I’ve been toying around with various social media analytics vendors over the past years and been finding a lot of these tools often not too useful. Even the expensive social media analytics tools and reputation management analyzers are not really as good as I expect them to be.
After heaving a brief discussion with Marshall Sponder, who is one of the most well-known social media analysts, I have to agree with him that a. organizations (too often) don’t care about numbers & b. in depth analysis takes enormous resources,which is something startups or medium sized companies cannot provide.
Regarding a. it’s unfortunate, but a lot of organizations are built around positive news. Nobody wants to hear the negative or even neutral findings, which often come out of a social media analytics report. Obviously this has to do with responsibilities, hierarchies and other company politics, which is probably material for a PHD thesis and not for a post on a mediocre blog (such as this one). At the end inconvenient news and numbers are too often thrown away. Be it the incapability of re-acting or just the complexity of the results.
The other problem I’ve noticed with social media analytics is the “deep web” and the limited resources of social media analytics vendors. One of the largest issues here is the variety of web pages and the different technologies of the search engines. Regarding the deep web….it is incredible complex to crawl as well as parse websites (unless there is RSS and Co.).
That all being said… what’s more & more important are sentiment extraction algorithms of the big search engines. Search engines analyze reviews of products/services themselves, weigh these results and then display the results (hopefully) accordingly in the SERPs. This means that social media analytics system have barely a chance to identify the reach of a review, which has been posted.
I am sure all the above said will be something, that companies such as Reputationobserver and other startups are working on. We’ll probably see over the next few years if we come closer of understanding the always evolving social & “old school” world wide web.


#### WHAT YOU HAVE TO DO
Each line in the data holding "xlabel" should be listed.

===== STUDY MATERIAL

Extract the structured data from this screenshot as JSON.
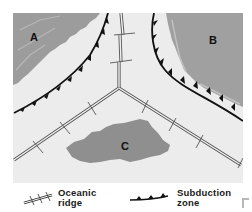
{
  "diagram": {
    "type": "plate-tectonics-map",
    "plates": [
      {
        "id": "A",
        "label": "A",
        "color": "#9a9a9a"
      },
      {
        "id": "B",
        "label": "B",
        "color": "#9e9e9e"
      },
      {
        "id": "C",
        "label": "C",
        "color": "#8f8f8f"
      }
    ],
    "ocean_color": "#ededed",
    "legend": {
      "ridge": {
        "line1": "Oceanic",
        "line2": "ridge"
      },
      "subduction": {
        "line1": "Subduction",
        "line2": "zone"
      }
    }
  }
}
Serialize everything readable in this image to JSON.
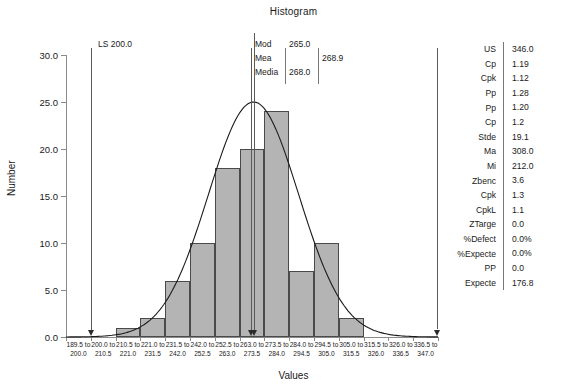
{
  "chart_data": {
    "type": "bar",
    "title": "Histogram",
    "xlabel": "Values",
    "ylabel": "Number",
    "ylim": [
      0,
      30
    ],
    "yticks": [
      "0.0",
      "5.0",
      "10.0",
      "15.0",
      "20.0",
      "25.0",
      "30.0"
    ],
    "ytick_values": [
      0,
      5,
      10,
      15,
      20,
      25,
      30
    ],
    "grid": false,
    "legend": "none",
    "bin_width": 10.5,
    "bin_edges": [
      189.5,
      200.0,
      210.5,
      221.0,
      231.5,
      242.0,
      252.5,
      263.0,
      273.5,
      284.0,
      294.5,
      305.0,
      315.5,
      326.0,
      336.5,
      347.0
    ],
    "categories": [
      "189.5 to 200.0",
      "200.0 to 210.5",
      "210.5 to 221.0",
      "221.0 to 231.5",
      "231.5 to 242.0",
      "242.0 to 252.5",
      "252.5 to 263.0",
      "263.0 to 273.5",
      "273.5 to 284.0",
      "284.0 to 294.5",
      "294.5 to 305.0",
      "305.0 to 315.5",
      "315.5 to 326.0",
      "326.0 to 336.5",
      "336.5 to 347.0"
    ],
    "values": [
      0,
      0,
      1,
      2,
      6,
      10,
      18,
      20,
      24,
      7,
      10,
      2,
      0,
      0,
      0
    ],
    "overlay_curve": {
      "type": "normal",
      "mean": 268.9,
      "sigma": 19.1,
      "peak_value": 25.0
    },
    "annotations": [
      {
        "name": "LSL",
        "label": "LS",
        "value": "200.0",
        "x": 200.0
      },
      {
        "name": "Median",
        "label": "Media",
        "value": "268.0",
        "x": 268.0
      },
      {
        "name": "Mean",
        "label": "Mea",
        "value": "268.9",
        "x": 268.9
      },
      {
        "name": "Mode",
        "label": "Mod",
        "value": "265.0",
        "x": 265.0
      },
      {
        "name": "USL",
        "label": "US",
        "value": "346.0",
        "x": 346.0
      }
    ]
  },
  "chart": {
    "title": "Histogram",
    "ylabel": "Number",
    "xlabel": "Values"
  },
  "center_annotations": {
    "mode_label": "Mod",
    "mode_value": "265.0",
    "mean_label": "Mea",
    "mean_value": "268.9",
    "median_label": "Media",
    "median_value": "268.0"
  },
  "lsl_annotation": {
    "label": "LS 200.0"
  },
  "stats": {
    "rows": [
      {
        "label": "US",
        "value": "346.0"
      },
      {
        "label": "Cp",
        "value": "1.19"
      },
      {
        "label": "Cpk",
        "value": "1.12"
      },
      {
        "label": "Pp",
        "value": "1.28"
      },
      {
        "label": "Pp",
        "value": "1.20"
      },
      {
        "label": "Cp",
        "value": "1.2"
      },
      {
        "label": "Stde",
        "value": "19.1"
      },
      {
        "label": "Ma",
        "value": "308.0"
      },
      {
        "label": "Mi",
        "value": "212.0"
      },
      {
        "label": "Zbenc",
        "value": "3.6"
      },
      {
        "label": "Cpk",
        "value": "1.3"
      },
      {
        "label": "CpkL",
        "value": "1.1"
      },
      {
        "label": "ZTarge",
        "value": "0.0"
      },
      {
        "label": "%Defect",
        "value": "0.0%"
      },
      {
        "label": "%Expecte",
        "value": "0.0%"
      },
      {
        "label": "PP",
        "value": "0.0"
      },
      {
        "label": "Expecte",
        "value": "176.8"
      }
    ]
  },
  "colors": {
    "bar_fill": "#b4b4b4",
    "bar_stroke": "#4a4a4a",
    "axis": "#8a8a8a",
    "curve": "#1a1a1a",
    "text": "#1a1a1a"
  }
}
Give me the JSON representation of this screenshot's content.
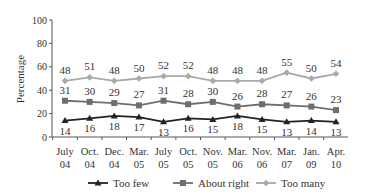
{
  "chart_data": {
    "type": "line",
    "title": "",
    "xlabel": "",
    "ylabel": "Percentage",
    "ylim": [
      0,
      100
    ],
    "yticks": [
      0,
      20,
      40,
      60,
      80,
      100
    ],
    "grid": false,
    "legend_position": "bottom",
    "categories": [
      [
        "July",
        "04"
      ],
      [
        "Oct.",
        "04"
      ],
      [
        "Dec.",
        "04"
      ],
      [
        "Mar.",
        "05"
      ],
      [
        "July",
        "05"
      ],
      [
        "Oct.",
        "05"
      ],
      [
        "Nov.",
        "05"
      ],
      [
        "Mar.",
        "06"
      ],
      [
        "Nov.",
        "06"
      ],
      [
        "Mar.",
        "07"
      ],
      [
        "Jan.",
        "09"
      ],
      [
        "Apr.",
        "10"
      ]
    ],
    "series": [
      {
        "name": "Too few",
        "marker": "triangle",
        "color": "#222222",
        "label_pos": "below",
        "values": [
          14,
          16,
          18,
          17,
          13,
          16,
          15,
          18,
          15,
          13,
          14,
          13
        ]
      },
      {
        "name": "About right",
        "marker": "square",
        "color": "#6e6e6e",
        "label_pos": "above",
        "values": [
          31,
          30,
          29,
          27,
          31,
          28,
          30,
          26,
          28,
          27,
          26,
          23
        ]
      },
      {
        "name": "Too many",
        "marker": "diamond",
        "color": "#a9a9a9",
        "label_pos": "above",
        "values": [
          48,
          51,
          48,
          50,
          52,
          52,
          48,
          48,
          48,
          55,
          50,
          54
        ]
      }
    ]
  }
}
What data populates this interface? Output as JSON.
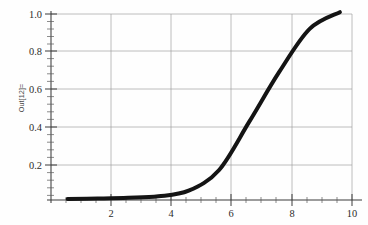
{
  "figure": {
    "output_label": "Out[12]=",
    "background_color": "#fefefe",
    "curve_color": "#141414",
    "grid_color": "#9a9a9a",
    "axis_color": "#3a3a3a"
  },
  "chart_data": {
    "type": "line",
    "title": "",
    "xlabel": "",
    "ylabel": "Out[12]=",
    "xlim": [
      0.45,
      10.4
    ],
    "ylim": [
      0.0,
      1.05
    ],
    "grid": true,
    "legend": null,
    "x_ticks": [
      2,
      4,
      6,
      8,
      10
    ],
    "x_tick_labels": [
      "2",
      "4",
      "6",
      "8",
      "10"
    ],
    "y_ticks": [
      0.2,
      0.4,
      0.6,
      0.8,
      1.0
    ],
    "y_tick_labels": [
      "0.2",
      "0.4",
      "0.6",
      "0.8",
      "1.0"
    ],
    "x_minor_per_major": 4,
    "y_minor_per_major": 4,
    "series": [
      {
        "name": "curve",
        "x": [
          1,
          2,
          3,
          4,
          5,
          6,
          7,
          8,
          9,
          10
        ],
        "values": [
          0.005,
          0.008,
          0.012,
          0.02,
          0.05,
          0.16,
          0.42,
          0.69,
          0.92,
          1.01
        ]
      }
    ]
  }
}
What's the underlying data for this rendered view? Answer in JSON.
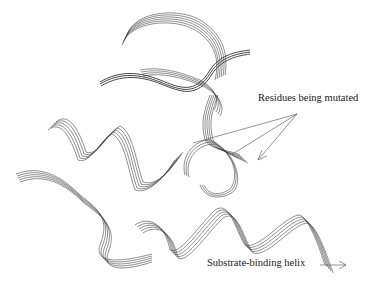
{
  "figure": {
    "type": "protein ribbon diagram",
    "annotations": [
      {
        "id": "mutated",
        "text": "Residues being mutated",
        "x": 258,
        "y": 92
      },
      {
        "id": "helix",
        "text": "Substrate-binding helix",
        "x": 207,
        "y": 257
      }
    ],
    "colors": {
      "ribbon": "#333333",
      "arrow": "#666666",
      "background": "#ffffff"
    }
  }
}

==========

#### ANSWER TO THIS PROBLEM
    "xlabel": "Values",
    "xlabel": "Values"
    "xlabel": "",
    "xlabel": "",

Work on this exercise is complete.